Full text: Modern monetary systems

38 MODERN MONETARY SYSTEMS 
§ 2. Imitations of the Monetary Reform in India. 
Although the theoretical significance of the monetary 
reform in India was imperfectly understood by its authors 
and its first imitators, its practical application was suffi- 
ciently grasped for analogous reforms to be carried out. 
The Government of the British Colony of the Straits 
Settlements, the American Government in the Philippine 
Islands, the Siamese Government, and later, in Europe, 
the Hellenic Government! were able to undertake them 
with success. 
The system tentatively set up in India was carried out 
most consistently in the Philippines. The Philippine 
Coinage Act of March 2nd, 1903, supplemented by a 
local law, the “Philippine Gold Standard Act,” of Octo- 
ber 10th, 1903, contained the following provisions : 
(4) The coinage of a new Philippine silver peso and 
the adoption of the gold peso—equal to one-half the 
American dollar—as the theoretical monetary unit; this 
was equivalent to fixing the parity of the new silver peso 
at half a dollar ; demonetisation of foreign silver coin. 

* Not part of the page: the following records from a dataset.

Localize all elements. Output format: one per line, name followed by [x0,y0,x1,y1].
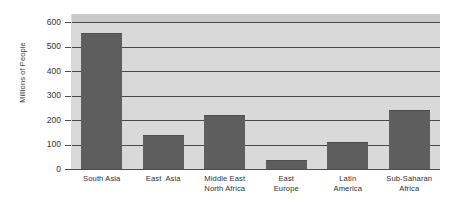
bar [204,115,245,169]
gridline-400 [71,71,440,72]
bar [266,160,307,169]
gridline-200 [71,120,440,121]
category-label-line: Sub-Saharan [371,174,449,184]
bar [81,33,122,169]
bar [143,135,184,169]
y-tick-label-0: 0 [21,165,61,174]
gridline-500 [71,47,440,48]
plot-area [71,14,440,170]
y-tick-label-200: 200 [21,116,61,125]
y-tick-label-300: 300 [21,91,61,100]
y-tick-label-400: 400 [21,67,61,76]
category-label: Sub-SaharanAfrica [371,174,449,194]
bar [389,110,430,169]
bar [327,142,368,169]
x-axis-line [71,169,440,170]
y-axis-line [71,14,72,170]
y-tick-label-100: 100 [21,140,61,149]
gridline-100 [71,145,440,146]
category-label-line: Africa [371,184,449,194]
gridline-300 [71,96,440,97]
y-tick-label-500: 500 [21,42,61,51]
y-tick-label-600: 600 [21,18,61,27]
bar-chart: Millions of People 0100200300400500600 S… [0,0,460,210]
plot-headroom-band [71,14,440,22]
gridline-600 [71,22,440,23]
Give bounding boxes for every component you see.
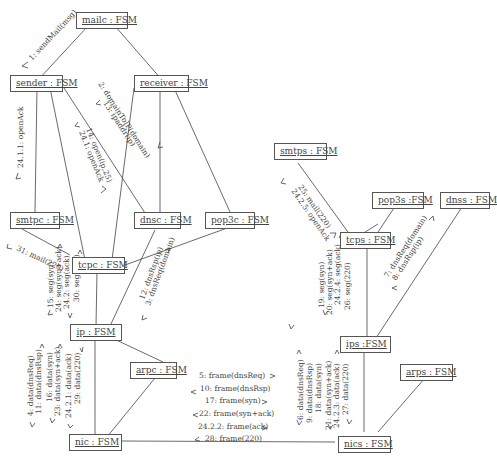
svg-text:26: seg(220): 26: seg(220) bbox=[343, 262, 352, 310]
msg-ip-nic: 4: data(dnsReq) 11: data(dnsRsp) 16: dat… bbox=[26, 346, 82, 418]
svg-text:29: data(220): 29: data(220) bbox=[73, 353, 82, 404]
node-arpc[interactable]: arpc : FSM bbox=[130, 362, 177, 379]
msg-smtps-tcps: 25: mail(220) 24.2.5: openAck bbox=[289, 183, 333, 243]
svg-text:28: frame(220): 28: frame(220) bbox=[205, 434, 262, 443]
msg-sender-smtpc: 24.1.1: openAck bbox=[16, 106, 25, 168]
msg-tcpc-ip: 15: seg(syn) 24: seg(syn+ack) 24.2: seg(… bbox=[46, 246, 81, 312]
node-pop3s[interactable]: pop3s :FSM bbox=[372, 192, 424, 209]
node-nic[interactable]: nic : FSM bbox=[69, 434, 122, 451]
svg-text:2: domainToIP(domain): 2: domainToIP(domain) bbox=[96, 80, 152, 159]
svg-text:9: data(dnsRsp): 9: data(dnsRsp) bbox=[305, 363, 314, 423]
svg-text:6: data(dnsReq): 6: data(dnsReq) bbox=[296, 359, 305, 420]
msg-ips-tcps: 19: seg(syn) 20: seg(syn+ack) 24.2.4: se… bbox=[317, 244, 352, 315]
svg-text:22: frame(syn+ack): 22: frame(syn+ack) bbox=[199, 409, 274, 418]
node-receiver[interactable]: receiver : FSM bbox=[134, 75, 189, 92]
msg-sender-tcpc: 14: open(ip,25) 24.1: openAck bbox=[77, 126, 114, 183]
svg-text:11: data(dnsRsp): 11: data(dnsRsp) bbox=[34, 349, 43, 414]
svg-text:10: frame(dnsRsp): 10: frame(dnsRsp) bbox=[200, 384, 271, 393]
svg-text:24.2.2: frame(ack): 24.2.2: frame(ack) bbox=[198, 422, 268, 431]
node-tcps[interactable]: tcps : FSM bbox=[340, 232, 391, 249]
node-dnss[interactable]: dnss : FSM bbox=[440, 192, 490, 209]
svg-text:5: frame(dnsReq): 5: frame(dnsReq) bbox=[199, 371, 265, 380]
msg-sender-receiver: 2: domainToIP(domain) 13: ipaddr(ip) bbox=[96, 80, 152, 159]
svg-text:24.1.1: openAck: 24.1.1: openAck bbox=[16, 106, 25, 168]
node-ips[interactable]: ips :FSM bbox=[340, 336, 391, 353]
node-tcpc[interactable]: tcpc : FSM bbox=[72, 257, 125, 274]
node-sender[interactable]: sender : FSM bbox=[10, 75, 63, 92]
node-arps[interactable]: arps : FSM bbox=[400, 364, 453, 381]
svg-text:24.2: seg(ack): 24.2: seg(ack) bbox=[62, 255, 71, 309]
svg-text:23: data(syn+ack): 23: data(syn+ack) bbox=[53, 346, 62, 416]
svg-text:18: data(syn): 18: data(syn) bbox=[314, 363, 323, 413]
node-ip[interactable]: ip : FSM bbox=[70, 324, 122, 341]
msg-dnsc-ip: 12: dnsRsp(ip) 3: dnsReq(domain) bbox=[137, 236, 176, 307]
svg-text:17: frame(syn): 17: frame(syn) bbox=[205, 396, 261, 405]
svg-text:27: data(220): 27: data(220) bbox=[341, 364, 350, 415]
msg-nics-ips: 6: data(dnsReq) 9: data(dnsRsp) 18: data… bbox=[296, 359, 350, 430]
node-nics[interactable]: nics : FSM bbox=[338, 436, 391, 453]
node-pop3c[interactable]: pop3c : FSM bbox=[205, 212, 255, 229]
msg-mailc-sender: 1: sendMail(msg) bbox=[27, 8, 79, 63]
svg-text:1: sendMail(msg): 1: sendMail(msg) bbox=[27, 8, 79, 63]
svg-text:24.2.1: data(ack): 24.2.1: data(ack) bbox=[64, 353, 73, 418]
node-dnsc[interactable]: dnsc : FSM bbox=[134, 212, 181, 229]
svg-text:24.2.3: data(ack): 24.2.3: data(ack) bbox=[332, 363, 341, 428]
node-smtps[interactable]: smtps : FSM bbox=[274, 143, 327, 160]
svg-text:24.2.4: seg(ack): 24.2.4: seg(ack) bbox=[333, 244, 342, 305]
msg-nic-nics: 5: frame(dnsReq) 10: frame(dnsRsp) 17: f… bbox=[198, 371, 274, 443]
node-mailc[interactable]: mailc : FSM bbox=[76, 12, 128, 29]
node-smtpc[interactable]: smtpc : FSM bbox=[10, 212, 60, 229]
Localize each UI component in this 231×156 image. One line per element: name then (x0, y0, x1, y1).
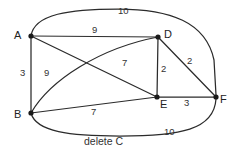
edge-weight-A-F: 10 (118, 6, 129, 16)
node-label-F: F (220, 94, 227, 105)
graph-diagram-canvas: A B D E F 10 9 3 7 9 7 10 2 2 3 delete C (0, 0, 231, 156)
node-label-E: E (160, 99, 167, 110)
edge-weight-B-D: 9 (44, 68, 49, 78)
edge-weight-D-F: 2 (187, 56, 192, 66)
edge-D-E (157, 37, 158, 97)
edge-A-E (31, 36, 157, 97)
edge-B-D (31, 37, 158, 113)
edge-weight-B-E: 7 (91, 107, 96, 117)
edge-weight-D-E: 2 (161, 64, 166, 74)
edge-weight-B-F: 10 (164, 127, 175, 137)
node-dot-E (154, 94, 159, 99)
node-dot-B (28, 110, 33, 115)
node-label-D: D (164, 29, 172, 40)
edge-A-D (31, 36, 158, 37)
edges-group (31, 9, 216, 136)
edge-weight-A-E: 7 (122, 58, 127, 68)
graph-svg (0, 0, 231, 156)
node-label-A: A (14, 30, 21, 41)
edge-weight-E-F: 3 (184, 98, 189, 108)
node-dot-D (155, 34, 160, 39)
node-label-B: B (14, 109, 21, 120)
edge-weight-A-B: 3 (20, 68, 25, 78)
node-dot-F (213, 94, 218, 99)
edge-D-F (158, 37, 216, 97)
edge-weight-A-D: 9 (92, 25, 97, 35)
node-dot-A (28, 33, 33, 38)
diagram-caption: delete C (84, 136, 123, 147)
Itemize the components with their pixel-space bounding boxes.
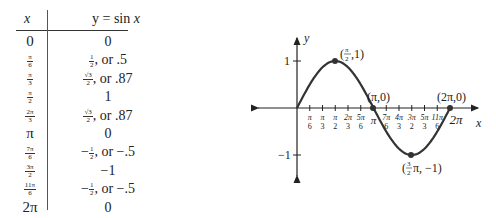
cell-x: 0 xyxy=(14,34,46,49)
svg-text:π: π xyxy=(308,113,313,122)
peak-label: ( π 2 ,1) xyxy=(340,46,364,63)
cell-y: 0 xyxy=(58,34,158,49)
trough-point xyxy=(408,152,414,158)
svg-text:3π: 3π xyxy=(407,113,417,122)
two-pi-point-label: (2π,0) xyxy=(437,90,466,104)
svg-text:3: 3 xyxy=(321,122,325,131)
cell-y: −12, or −.5 xyxy=(58,181,158,197)
table-row: π21 xyxy=(14,89,174,105)
fraction: π2 xyxy=(27,90,33,105)
svg-text:π, −1): π, −1) xyxy=(413,161,442,175)
table-row: π0 xyxy=(14,126,174,142)
table-row: 00 xyxy=(14,34,174,50)
cell-x: 7π6 xyxy=(14,144,46,160)
header-divider xyxy=(16,30,128,31)
cell-y: 0 xyxy=(58,200,158,215)
y-tick-1: 1 xyxy=(284,54,290,68)
fraction: 2π3 xyxy=(25,109,34,124)
svg-text:3: 3 xyxy=(423,122,427,131)
fraction: 7π6 xyxy=(25,146,34,161)
svg-text:π: π xyxy=(333,113,338,122)
svg-text:,1): ,1) xyxy=(351,47,364,61)
svg-text:3: 3 xyxy=(346,122,350,131)
svg-text:11π: 11π xyxy=(432,113,444,122)
table-row: π3√32, or .87 xyxy=(14,71,174,87)
svg-text:π: π xyxy=(345,46,349,54)
header-y: y = sin x xyxy=(76,8,156,30)
pi-point-label: (π,0) xyxy=(367,90,390,104)
table-row: 3π2−1 xyxy=(14,163,174,179)
table-row: 7π6−12, or −.5 xyxy=(14,144,174,160)
fraction: π6 xyxy=(27,54,33,69)
svg-text:2π: 2π xyxy=(344,113,353,122)
svg-text:(: ( xyxy=(402,161,406,175)
svg-text:2: 2 xyxy=(345,55,349,63)
pi-point xyxy=(370,105,376,111)
cell-y: −1 xyxy=(58,163,158,178)
cell-x: 2π xyxy=(14,200,46,215)
cell-y: √32, or .87 xyxy=(58,108,158,124)
fraction: √32 xyxy=(83,109,92,124)
svg-text:4π: 4π xyxy=(395,113,404,122)
svg-text:6: 6 xyxy=(359,122,363,131)
cell-y: 12, or .5 xyxy=(58,52,158,68)
svg-text:π: π xyxy=(320,113,325,122)
table-row: 11π6−12, or −.5 xyxy=(14,181,174,197)
cell-x: 3π2 xyxy=(14,163,46,179)
peak-point xyxy=(332,58,338,64)
svg-text:7π: 7π xyxy=(382,113,391,122)
y-axis-label: y xyxy=(303,31,310,45)
table-row: 2π3√32, or .87 xyxy=(14,108,174,124)
svg-text:2: 2 xyxy=(410,122,414,131)
cell-x: π3 xyxy=(14,71,46,87)
cell-y: −12, or −.5 xyxy=(58,144,158,160)
svg-text:6: 6 xyxy=(308,122,312,131)
cell-y: 0 xyxy=(58,126,158,141)
cell-x: π2 xyxy=(14,89,46,105)
cell-x: π xyxy=(14,126,46,141)
svg-text:π: π xyxy=(371,114,377,126)
fraction: √32 xyxy=(83,72,92,87)
fraction: 3π2 xyxy=(25,164,34,179)
svg-text:(: ( xyxy=(340,47,344,61)
fraction: 12 xyxy=(89,146,95,161)
fraction: 12 xyxy=(89,54,95,69)
svg-text:2π: 2π xyxy=(449,112,463,127)
cell-x: 2π3 xyxy=(14,108,46,124)
fraction: π3 xyxy=(27,72,33,87)
header-x: x xyxy=(24,8,30,30)
cell-y: √32, or .87 xyxy=(58,71,158,87)
x-axis-label: x xyxy=(475,116,482,130)
y-tick-neg1: −1 xyxy=(278,148,291,162)
cell-x: π6 xyxy=(14,52,46,68)
svg-text:2: 2 xyxy=(333,122,337,131)
svg-text:3: 3 xyxy=(397,122,401,131)
two-pi-point xyxy=(447,105,453,111)
svg-text:5π: 5π xyxy=(357,113,366,122)
table-row: π612, or .5 xyxy=(14,52,174,68)
cell-y: 1 xyxy=(58,89,158,104)
cell-x: 11π6 xyxy=(14,181,46,197)
svg-text:2: 2 xyxy=(407,169,411,177)
table-row: 2π0 xyxy=(14,200,174,216)
trough-label: ( 3 2 π, −1) xyxy=(402,160,442,177)
svg-text:5π: 5π xyxy=(420,113,429,122)
sine-graph: y x 1 −1 π6π3π22π35π6π7π64π33π25π311π62π… xyxy=(240,0,496,218)
fraction: 11π6 xyxy=(24,182,36,197)
fraction: 12 xyxy=(89,182,95,197)
svg-text:3: 3 xyxy=(407,160,411,168)
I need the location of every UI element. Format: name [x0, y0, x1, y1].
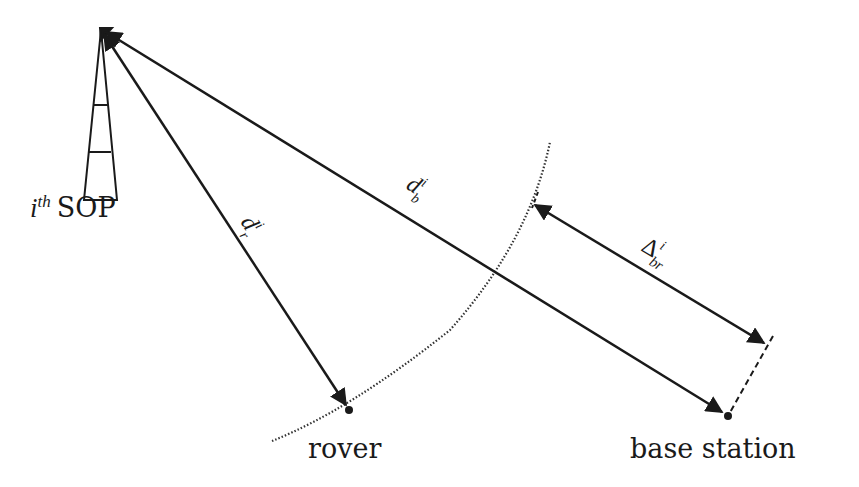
arrow-delta-br: [535, 205, 764, 343]
dashed-perpendicular: [728, 336, 773, 416]
arrow-d-r: [104, 34, 346, 405]
tower-icon: [84, 28, 117, 200]
label-d-b: dib: [399, 169, 431, 207]
rover-label: rover: [308, 433, 381, 464]
diagram-canvas: ithSOP dir dib Δibr rover base station: [0, 0, 859, 487]
base-station-point: [724, 412, 732, 420]
svg-text:dib: dib: [399, 169, 431, 207]
base-station-label: base station: [630, 433, 796, 464]
sop-label: ithSOP: [30, 192, 116, 223]
rover-point: [345, 406, 353, 414]
arrow-d-b: [106, 32, 722, 412]
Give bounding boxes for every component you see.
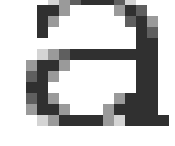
glyph-pixel <box>136 5 147 16</box>
glyph-pixel <box>48 71 59 82</box>
glyph-pixel <box>114 5 125 16</box>
glyph-pixel <box>48 60 59 71</box>
glyph-pixel <box>136 104 147 115</box>
glyph-pixel <box>125 104 136 115</box>
glyph-pixel <box>114 49 125 60</box>
glyph-pixel <box>92 49 103 60</box>
glyph-pixel <box>136 71 147 82</box>
glyph-pixel <box>92 0 103 5</box>
glyph-pixel <box>125 16 136 27</box>
glyph-pixel <box>103 0 114 5</box>
glyph-pixel <box>136 27 147 38</box>
glyph-pixel <box>125 49 136 60</box>
glyph-pixel <box>136 93 147 104</box>
glyph-pixel <box>48 104 59 115</box>
glyph-pixel <box>125 115 136 126</box>
glyph-pixel <box>136 82 147 93</box>
glyph-pixel <box>136 16 147 27</box>
glyph-pixel <box>81 115 92 126</box>
glyph-pixel <box>37 104 48 115</box>
glyph-pixel <box>103 115 114 126</box>
glyph-pixel <box>81 0 92 5</box>
glyph-pixel <box>37 60 48 71</box>
glyph-pixel <box>37 27 48 38</box>
glyph-pixel <box>136 115 147 126</box>
glyph-pixel <box>59 5 70 16</box>
glyph-pixel <box>26 60 37 71</box>
glyph-pixel <box>70 49 81 60</box>
glyph-pixel <box>48 93 59 104</box>
glyph-pixel <box>125 5 136 16</box>
glyph-pixel <box>59 49 70 60</box>
glyph-pixel <box>136 49 147 60</box>
glyph-pixel <box>70 0 81 5</box>
glyph-pixel <box>114 115 125 126</box>
glyph-pixel <box>136 60 147 71</box>
glyph-pixel <box>147 16 158 27</box>
glyph-pixel <box>59 60 70 71</box>
glyph-pixel <box>147 82 158 93</box>
glyph-pixel <box>26 104 37 115</box>
glyph-pixel <box>37 16 48 27</box>
glyph-pixel <box>114 93 125 104</box>
glyph-pixel <box>136 38 147 49</box>
glyph-pixel <box>125 93 136 104</box>
glyph-pixel <box>37 71 48 82</box>
glyph-pixel <box>147 49 158 60</box>
glyph-pixel <box>147 71 158 82</box>
glyph-pixel <box>48 5 59 16</box>
glyph-pixel <box>37 5 48 16</box>
glyph-pixel <box>37 49 48 60</box>
glyph-pixel <box>81 49 92 60</box>
glyph-pixel <box>147 27 158 38</box>
glyph-pixel <box>37 93 48 104</box>
glyph-pixel <box>26 71 37 82</box>
glyph-pixel <box>37 82 48 93</box>
glyph-pixel <box>147 38 158 49</box>
glyph-pixel <box>147 93 158 104</box>
glyph-pixel <box>70 115 81 126</box>
glyph-pixel <box>48 115 59 126</box>
glyph-pixel <box>59 115 70 126</box>
glyph-pixel <box>147 115 158 126</box>
glyph-pixel <box>26 82 37 93</box>
glyph-pixel <box>147 104 158 115</box>
glyph-pixel <box>158 115 169 126</box>
glyph-pixel <box>92 115 103 126</box>
glyph-pixel <box>59 104 70 115</box>
glyph-pixel <box>48 49 59 60</box>
glyph-pixel <box>103 104 114 115</box>
glyph-pixel <box>26 93 37 104</box>
letter-a-pixel-glyph <box>0 0 175 146</box>
glyph-pixel <box>48 16 59 27</box>
glyph-pixel <box>37 115 48 126</box>
glyph-pixel <box>114 104 125 115</box>
glyph-pixel <box>147 60 158 71</box>
glyph-pixel <box>103 49 114 60</box>
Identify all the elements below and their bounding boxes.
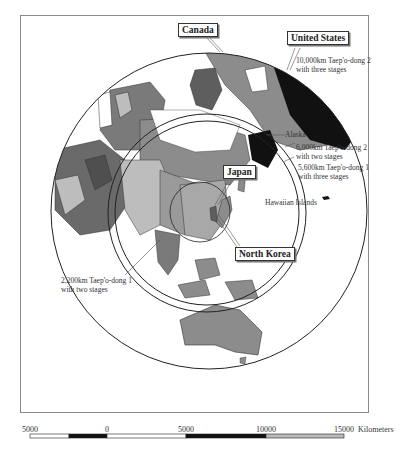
scale-bar [0, 0, 401, 461]
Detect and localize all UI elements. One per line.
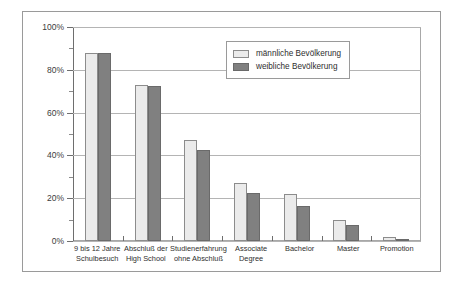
- y-axis-label: 80%: [47, 65, 64, 75]
- bar-female: [247, 193, 260, 241]
- x-axis-label: AssociateDegree: [227, 244, 276, 263]
- bar-group: [172, 27, 222, 241]
- bar-group: [371, 27, 421, 241]
- y-axis-label: 20%: [47, 193, 64, 203]
- y-axis-label: 100%: [42, 22, 64, 32]
- bar-female: [346, 225, 359, 241]
- bar-male: [135, 85, 148, 241]
- bar-group: [123, 27, 173, 241]
- x-tick: [123, 236, 124, 241]
- bar-female: [396, 239, 409, 241]
- y-tick-major: [67, 241, 73, 242]
- x-axis-label: Abschluß derHigh School: [122, 244, 171, 263]
- legend-label-male: männliche Bevölkerung: [256, 49, 341, 58]
- x-axis-labels: 9 bis 12 JahreSchulbesuchAbschluß derHig…: [73, 244, 421, 263]
- bar-male: [85, 53, 98, 241]
- bar-female: [98, 53, 111, 241]
- bar-female: [148, 86, 161, 241]
- x-axis-label: Studienerfahrungohne Abschluß: [170, 244, 227, 263]
- legend-swatch-female: [233, 63, 249, 71]
- legend-item-male: männliche Bevölkerung: [233, 47, 341, 60]
- chart-legend: männliche Bevölkerung weibliche Bevölker…: [226, 41, 350, 79]
- bar-female: [197, 150, 210, 241]
- y-axis-label: 0%: [52, 236, 64, 246]
- bar-group: [73, 27, 123, 241]
- bar-male: [284, 194, 297, 241]
- x-tick: [371, 236, 372, 241]
- x-axis-label: Bachelor: [275, 244, 324, 263]
- x-tick: [272, 236, 273, 241]
- bar-male: [234, 183, 247, 241]
- x-tick: [322, 236, 323, 241]
- bar-male: [383, 237, 396, 241]
- legend-label-female: weibliche Bevölkerung: [256, 62, 337, 71]
- x-axis-label: Master: [324, 244, 373, 263]
- y-axis-label: 60%: [47, 108, 64, 118]
- x-axis-label: Promotion: [372, 244, 421, 263]
- gridline: [73, 241, 421, 242]
- bar-female: [297, 206, 310, 241]
- y-axis-label: 40%: [47, 150, 64, 160]
- x-tick: [172, 236, 173, 241]
- legend-item-female: weibliche Bevölkerung: [233, 60, 341, 73]
- bar-male: [333, 220, 346, 241]
- x-axis-label: 9 bis 12 JahreSchulbesuch: [73, 244, 122, 263]
- bar-male: [184, 140, 197, 241]
- legend-swatch-male: [233, 50, 249, 58]
- chart-figure: 0%20%40%60%80%100% 9 bis 12 JahreSchulbe…: [22, 11, 441, 272]
- x-tick: [222, 236, 223, 241]
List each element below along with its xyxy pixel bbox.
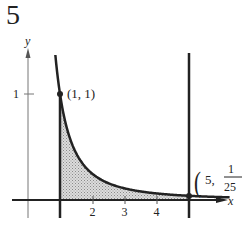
y-axis-label: y	[24, 34, 31, 48]
shaded-region	[60, 94, 188, 200]
left-paren: (	[194, 165, 201, 199]
y-axis-arrow-icon	[26, 48, 31, 58]
y-tick-label-1: 1	[13, 87, 19, 101]
problem-number: 5	[6, 0, 20, 30]
point-label-5-1-25: ( 5, 1 25	[194, 162, 242, 199]
point-label-1-1: (1, 1)	[67, 86, 95, 101]
x-tick-label-2: 2	[90, 205, 96, 219]
x-tick-label-3: 3	[122, 205, 128, 219]
point-5-1-25	[186, 193, 192, 199]
point-label-prefix: 5,	[205, 172, 215, 187]
x-tick-label-4: 4	[154, 205, 160, 219]
fraction-denominator: 25	[224, 180, 236, 194]
area-under-curve-figure: 5 y x 1 2 3 4 (1, 1) ( 5, 1 25	[0, 0, 242, 227]
fraction-numerator: 1	[228, 162, 234, 176]
point-1-1	[57, 91, 63, 97]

(6) The constitution of a gold reserve, and the creation 
of an Exchange Office at New York for the supply of drafts 
on Manilla at a rate corresponding to parity plus “gold 
point,” and of another office at Manilla for the supply of 
drafts on New York at the same rate. The American re- 
formers, impressed with the same ideas as their English 
predecessors, also believed in the efficacy of contracting 
and expanding the internal stock of currency automatically 
in order to maintain its parity with gold. They therefore 
decided in theory to withdraw from circulation the sums 
1 Greece, which had been on a forced currency since 1885, adopted the 
system of the gold exchange standard in 1910 by entrusting the National 
Bank of Greece with the task of converting the drachme into foreign 
currencies at par. Measures having been taken to ensure a sufficient port- 
folio of foreign currencies and credits, it has always been possible to keep 
the Greek exchange at par with the franc, and later with the dollar, 
through several war-periods until 1919. See Pharmakidis, “La Situation 
monétaire en Gréce avant et aprés la guerre,” Rev. Econ. Intern., Dec. 
1922, and Damiris, “Le Systéme Monétaire Grec et le Change.”